What about war dances, then? Since antiquity, and across cultures, people have used dance as a ritualized expression of aggression -- in Utah last year some police officers of small cultural literacy actually arrested some teenaged football players for performing a Haka dance before a match, thinking the kids were actually physically threatening one another (having seen a Haka dance, I can sort of understand their perception). However, I think exactly the point of hyper-aggressive dance displays is that they contain and structure the violence, the rage, and the hatred that they express; a "dance war" or a "battle of the dance teams" may involve a huge amount of adrenaline, very real and very passionate feelings of enmity, and many other elements analogous to those of war or violent brawling, but where actual war leads to death, dismemberment, and destruction, a dance war is creative, often resolving or at least alleviating the tensions and conflicts that fed it in the first place. Of course, it doesn't always work... sometimes the dance war devolves into real conflict, but I think that's probably the exception.

I am not so naive as to think that somehow just by dancing we can change the world and make it a less violent place; that a plie can be translated into sane gun-control policies that would let my friends and neighbors who use their firearms responsibly retain them for the purpose of hunting or target shooting or even, yes, self-defense (though I think that I've heard statistically one is more likely to be hurt or killed by one's own handgun than to defend oneself successfully with it against a genuine attacker); that a grand-battement could kick policy makers in the ass and get some decent mental-health care options going in this country; that a tour-jete could make the violent and the homicidal lay down their guns and spare the lives of innocent children (the majority of children who die of gun-related injuries, by the way, are not suburban schoolkids, but black children in our inner cities -- the outrage just isn't there for them, because they tend to be killed one by one, not twenty at a go... and that's a generous view of why nobody's screaming mad about it).

Yet I hope that by teaching, learning, and sharing all the participatory arts: dance, music-making, mural-painting, and so forth, we can slowly, slowly turn the face of culture in which we live from the blank stare of the film-goer or video-game-player mesmerized by fantasy mass-murder and destruction, toward a more thoughtful, reflective, engaged, and life-celebrating view. Who knows, if Adam Lanza had been enrolled in a dance program, maybe this would have prevented the tragedy. But that would presuppose a system in which we care for the fragile and the wounded and the broken among us as diligently as we care for our own immediate interests.

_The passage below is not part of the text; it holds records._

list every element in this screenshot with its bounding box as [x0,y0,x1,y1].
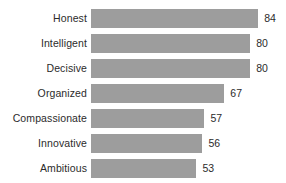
bar-fill [91,34,250,53]
bar [91,9,258,28]
bar-row: Compassionate57 [0,109,286,128]
bar [91,34,250,53]
bar-fill [91,109,204,128]
bar-row: Organized67 [0,84,286,103]
category-label: Compassionate [0,109,87,128]
bar-row: Intelligent80 [0,34,286,53]
bar-row: Decisive80 [0,59,286,78]
bar [91,59,250,78]
category-label: Ambitious [0,159,87,178]
category-label: Honest [0,9,87,28]
bar-fill [91,134,202,153]
bar-chart: Honest84Intelligent80Decisive80Organized… [0,0,286,183]
bar-row: Innovative56 [0,134,286,153]
category-label: Innovative [0,134,87,153]
value-label: 56 [208,134,220,153]
value-label: 67 [230,84,242,103]
value-label: 53 [202,159,214,178]
value-label: 80 [256,59,268,78]
value-label: 80 [256,34,268,53]
bar [91,84,224,103]
plot-area: Honest84Intelligent80Decisive80Organized… [0,0,286,183]
bar [91,134,202,153]
bar-row: Honest84 [0,9,286,28]
bar [91,109,204,128]
value-label: 57 [210,109,222,128]
bar-fill [91,159,196,178]
bar [91,159,196,178]
bar-fill [91,84,224,103]
bar-fill [91,9,258,28]
bar-row: Ambitious53 [0,159,286,178]
category-label: Organized [0,84,87,103]
category-label: Decisive [0,59,87,78]
value-label: 84 [264,9,276,28]
category-label: Intelligent [0,34,87,53]
bar-fill [91,59,250,78]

In conclusion: though I may still be reticent to express the full strength of my antipathy towards gun culture, I have been forcing myself to be clear, when I talk with my friends and neighbors here, that I feel unequivocally that it is time for more stringent gun-control measures. I have also been taking some notes on an idea I have for working with a colleague who is a dance and movement professor, and collaborating with our local ArtsBridge program, to start a dance-in-the-schools initiative with a focus on non-violent conflict resolution.